Posted on 05/03/2010 2:29:49 AM PDT by ErnstStavroBlofeld
Two British nuclear submarines went to sea with a potentially disastrous safety problem that left both vessels at risk of a catastrophic accident, the Guardian can reveal.
Safety valves designed to release pressure from steam generators in an emergency were completely sealed off when the nuclear hunter killers Turbulent and Tireless left port, a leaked memo discloses.
The problem went undetected on HMS Turbulent for more than two years, during which time the vessel was on operations around the Atlantic, and visited Bergen in Norway, the Portuguese capital, Lisbon, and Faslane naval base near Glasgow.
It was not noticed on HMS Tireless for more than a year, and was finally detected last month, two months after Tireless started sea trials from its home port at Devonport naval base in Plymouth.
Tireless was involved in another serious incident in 2007, when two submariners were killed in an onboard explosion in air purification equipment. In 2000, it was stranded in Gibraltar for nearly a year after a leak from pipework leading from its reactor, putting immense strain on British relations with Spain.
The Ministry of Defence memo, which was written last week, admits that both cases involving the sealed-off valves were "a serious incident" that raised major questions about "weak and ambiguous" safety procedures at Devonport dockyard and within the Royal Navy.
(Excerpt) Read more at guardian.co.uk ...
I don’t see any relief (”popoff”) valve (plugged or not...) in that diagram. You want to go to sea with that plant?
Whole lotta people blazing their valve line-ups
Unless these boats had a helluva lot of primary-secondary leaks, however, the article overstates the danger of spreading contamination from the secondary loop. In other words, their consultant on nuclear safety is full of bravo sierra.
“The nuclear reactors on both vessels were allowed to be turned on..”
Who writes this crap, a fifth grader? Also, I agree with one of the earlier posts. The “consultant” doesn’t know jack about submarines or Navy reactors (British or American).
That is not a P&ID (Piping and Instrumentation Diagram) It is a ‘block diagram’ of major components.
And yes, that plant is seaworthy. While people can make mistakes (or as noted below, ‘blaze off’ lineups), that does not mean the plant is faulty.
Where’s the screen door for smoke breaks?
Their Air detectors would have cought a pri/sec leak np. The issue would be blowing a boiler because the reliefs are blocked off.
And as noted, these valves are on every pre-crit lineup. That means at least two people, on every startup screwed it up (or torched)for two years.
The secondary reliefs are most likely needed for a load rejection and secondary overpressurization, not for PRI-SEC leakage.
Not having the secondary reliefs available when you loose load which on a NUC submarine would be the electrical Turbine Generators and the main engine would lead to both primary and secondary overpressurization. The primary reliefs would have worked, not desirable but no big deal in the grand scheme of things.
That wasn’t what I was going for, but yes you are correct.
Although I had a casualty where the o/s on both ME’s tripped and we didn’t lift the secondarys. I thought for sure it would happen, and was kind of surprised when it didn’t
Since the article was about relief valves, it would have been helpful if one were in the illustration. Otherwise, why waste the bandwidth on the diagram?
Well the diagram contains one detail I never knew.
Nuclear submarines are Priuses not GM Volts. At least with respect to their power transmission setup.
A sub reactor plant is very forgiving comparitively. I’m sure the RO was driving rods and you still had electrical load to limit secondary peak pressure.
Fortunately my worse causalty was a sleeper (compared to your loss of both main engine TGs) BUT the captain got a call from Rickover himself asking questions :-).
Patrols were years of bordom interupted with a few minutes of wild excitement.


» **HOW TO COMPLETE THIS TASK**
Below are records to repeat exactly; do not include any pictures.
*** SUPPLIED RECORDS Section Begins ***
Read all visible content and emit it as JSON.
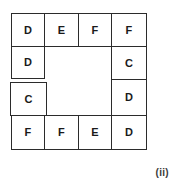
{
  "figure": {
    "label": "(ii)",
    "caption_position": "bottom-right",
    "background_color": "#ffffff",
    "line_color": "#2b2b2b",
    "text_color": "#1a1a1a"
  },
  "grid": {
    "rows": 4,
    "columns": 4,
    "center_empty": true,
    "description": "Four-by-four letter grid with a hollow two-by-two centre; letters occupy only the border cells.",
    "cells": {
      "row1": [
        {
          "id": "r1c1",
          "letter": "D"
        },
        {
          "id": "r1c2",
          "letter": "E"
        },
        {
          "id": "r1c3",
          "letter": "F"
        },
        {
          "id": "r1c4",
          "letter": "F"
        }
      ],
      "row2": [
        {
          "id": "r2c1",
          "letter": "D"
        },
        {
          "id": "r2c4",
          "letter": "C"
        }
      ],
      "row3": [
        {
          "id": "r3c1",
          "letter": "C"
        },
        {
          "id": "r3c4",
          "letter": "D"
        }
      ],
      "row4": [
        {
          "id": "r4c1",
          "letter": "F"
        },
        {
          "id": "r4c2",
          "letter": "F"
        },
        {
          "id": "r4c3",
          "letter": "E"
        },
        {
          "id": "r4c4",
          "letter": "D"
        }
      ]
    },
    "letters_clockwise_from_top_left": [
      "D",
      "E",
      "F",
      "F",
      "C",
      "D",
      "D",
      "E",
      "F",
      "F",
      "C",
      "D"
    ]
  }
}
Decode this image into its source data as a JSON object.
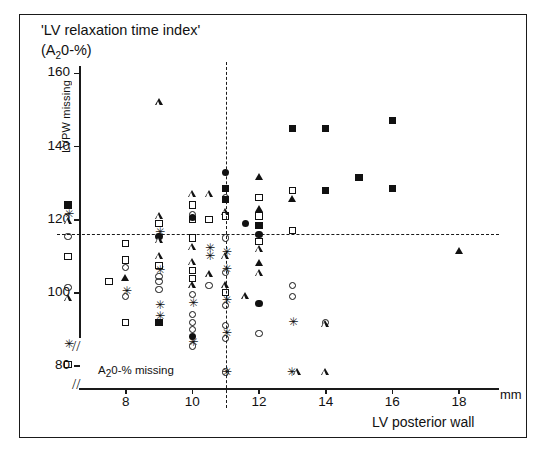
*** SUPPLIED RECORDS Section Ends ***
» **YOUR SOLUTION**
Read all visible content and emit it as JSON.
{
  "figure": {
    "label": "(ii)",
    "caption_position": "bottom-right",
    "background_color": "#ffffff",
    "line_color": "#2b2b2b",
    "text_color": "#1a1a1a"
  },
  "grid": {
    "rows": 4,
    "columns": 4,
    "center_empty": true,
    "description": "Four-by-four letter grid with a hollow two-by-two centre; letters occupy only the border cells.",
    "cells": {
      "row1": [
        {
          "id": "r1c1",
          "letter": "D"
        },
        {
          "id": "r1c2",
          "letter": "E"
        },
        {
          "id": "r1c3",
          "letter": "F"
        },
        {
          "id": "r1c4",
          "letter": "F"
        }
      ],
      "row2": [
        {
          "id": "r2c1",
          "letter": "D"
        },
        {
          "id": "r2c4",
          "letter": "C"
        }
      ],
      "row3": [
        {
          "id": "r3c1",
          "letter": "C"
        },
        {
          "id": "r3c4",
          "letter": "D"
        }
      ],
      "row4": [
        {
          "id": "r4c1",
          "letter": "F"
        },
        {
          "id": "r4c2",
          "letter": "F"
        },
        {
          "id": "r4c3",
          "letter": "E"
        },
        {
          "id": "r4c4",
          "letter": "D"
        }
      ]
    },
    "letters_clockwise_from_top_left": [
      "D",
      "E",
      "F",
      "F",
      "C",
      "D",
      "D",
      "E",
      "F",
      "F",
      "C",
      "D"
    ]
  }
}
Decode this image into its source data as a JSON object.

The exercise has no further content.